Yahoo Search Busca da Web

Resultado da Busca

  1. Há 13 horas · The Indo-European languages are a language family native to the overwhelming majority of Europe, the Iranian plateau, and the northern Indian subcontinent. Some European languages of this family— English, French, Portuguese, Russian, Dutch, and Spanish —have expanded through colonialism in the modern period and are now spoken across several ...

  2. Há 4 dias · Hungarian language, member of the Finno-Ugric group of the Uralic language family, spoken primarily in Hungary but also in Slovakia, Romania, and Yugoslavia, as well as in scattered groups elsewhere in the world. Hungarian belongs to the Ugric branch of Finno-Ugric, along with the Ob-Ugric languages, Mansi and Khanty, spoken in ...

    • The Editors of Encyclopaedia Britannica
  3. Há 4 dias · Show More. Ukrainian language, East Slavic language spoken in Ukraine and in Ukrainian communities in Kazakhstan, Moldova, Poland, Romania, Lithuania, and Slovakia and by smaller numbers elsewhere. Ukrainian is a lineal descendant of the colloquial language used in Kievan Rus (10th–13th century). It is written in a form of the ...

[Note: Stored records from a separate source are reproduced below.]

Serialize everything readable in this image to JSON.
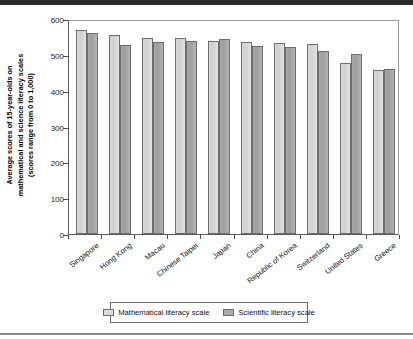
{
  "chart_data": {
    "type": "bar",
    "title": "",
    "subtitle": "",
    "xlabel": "",
    "ylabel": "Average scores of 15-year-olds on mathematical and science literacy scales (scores range from 0 to 1,000)",
    "ylabel_lines": [
      "Average scores of 15-year-olds on",
      "mathematical and science literacy scales",
      "(scores range from 0 to 1,000)"
    ],
    "ylim": [
      0,
      600
    ],
    "yticks": [
      0,
      100,
      200,
      300,
      400,
      500,
      600
    ],
    "ytick_labels": [
      "0",
      "100",
      "200",
      "300",
      "400",
      "500",
      "600"
    ],
    "grid": false,
    "legend_position": "bottom",
    "categories": [
      "Singapore",
      "Hong Kong",
      "Macau",
      "Chinese Taipei",
      "Japan",
      "China",
      "Republic of Korea",
      "Switzerland",
      "United States",
      "Greece"
    ],
    "series": [
      {
        "name": "Mathematical  literacy scale",
        "color": "#dcdcdc",
        "values": [
          570,
          556,
          548,
          547,
          539,
          536,
          532,
          529,
          478,
          459
        ]
      },
      {
        "name": "Scientific literacy scale",
        "color": "#a9a9a9",
        "values": [
          562,
          527,
          535,
          539,
          545,
          525,
          522,
          511,
          502,
          461
        ]
      }
    ]
  },
  "legend": {
    "entries": [
      {
        "label": "Mathematical  literacy scale",
        "swatch": "math-swatch"
      },
      {
        "label": "Scientific literacy scale",
        "swatch": "sci-swatch"
      }
    ]
  }
}
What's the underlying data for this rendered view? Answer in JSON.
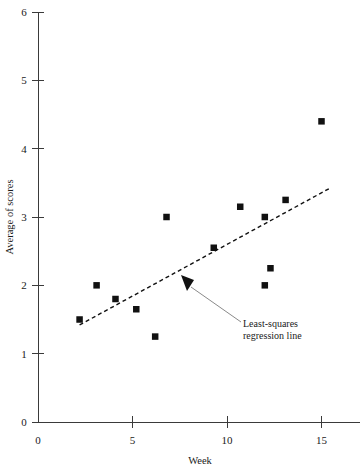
{
  "chart_data": {
    "type": "scatter",
    "title": "",
    "xlabel": "Week",
    "ylabel": "Average of scores",
    "xlim": [
      0,
      17
    ],
    "ylim": [
      0,
      6
    ],
    "xticks": [
      0,
      5,
      10,
      15
    ],
    "xtick_labels": [
      "0",
      "5",
      "10",
      "15"
    ],
    "yticks": [
      0,
      1,
      2,
      3,
      4,
      5,
      6
    ],
    "ytick_labels": [
      "0",
      "1",
      "2",
      "3",
      "4",
      "5",
      "6"
    ],
    "grid": false,
    "legend": null,
    "points": [
      {
        "x": 2.2,
        "y": 1.5
      },
      {
        "x": 3.1,
        "y": 2.0
      },
      {
        "x": 4.1,
        "y": 1.8
      },
      {
        "x": 5.2,
        "y": 1.65
      },
      {
        "x": 6.2,
        "y": 1.25
      },
      {
        "x": 6.8,
        "y": 3.0
      },
      {
        "x": 9.3,
        "y": 2.55
      },
      {
        "x": 10.7,
        "y": 3.15
      },
      {
        "x": 12.0,
        "y": 2.0
      },
      {
        "x": 12.0,
        "y": 3.0
      },
      {
        "x": 12.3,
        "y": 2.25
      },
      {
        "x": 13.1,
        "y": 3.25
      },
      {
        "x": 15.0,
        "y": 4.4
      }
    ],
    "regression_line": {
      "label": "Least-squares regression line",
      "style": "dashed",
      "x_start": 2.2,
      "y_start": 1.42,
      "x_end": 15.5,
      "y_end": 3.43
    },
    "annotations": [
      {
        "text_line1": "Least-squares",
        "text_line2": "regression line",
        "target_x": 7.7,
        "target_y": 2.1,
        "text_x": 10.7,
        "text_y": 1.45
      }
    ]
  },
  "axes": {
    "x_axis_title": "Week",
    "y_axis_title": "Average of scores"
  },
  "annotation": {
    "line1": "Least-squares",
    "line2": "regression line"
  }
}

    • The Editors of Encyclopaedia Britannica
  4. Há 5 dias · Many words have been borrowed from Indo-European languages, particularly from the Baltic languages, German, and Russian. Finnish has a written tradition dating from the 16th century, when the Lutheran bishop Mikael Agricola translated the New Testament into Finnish.

  5. Do any indo-european languages have a feature that no other IE languages have? I’m defining ‘feature’ quite broadly, ie it can be something phonological, or grammatical, or even sociolinguistic.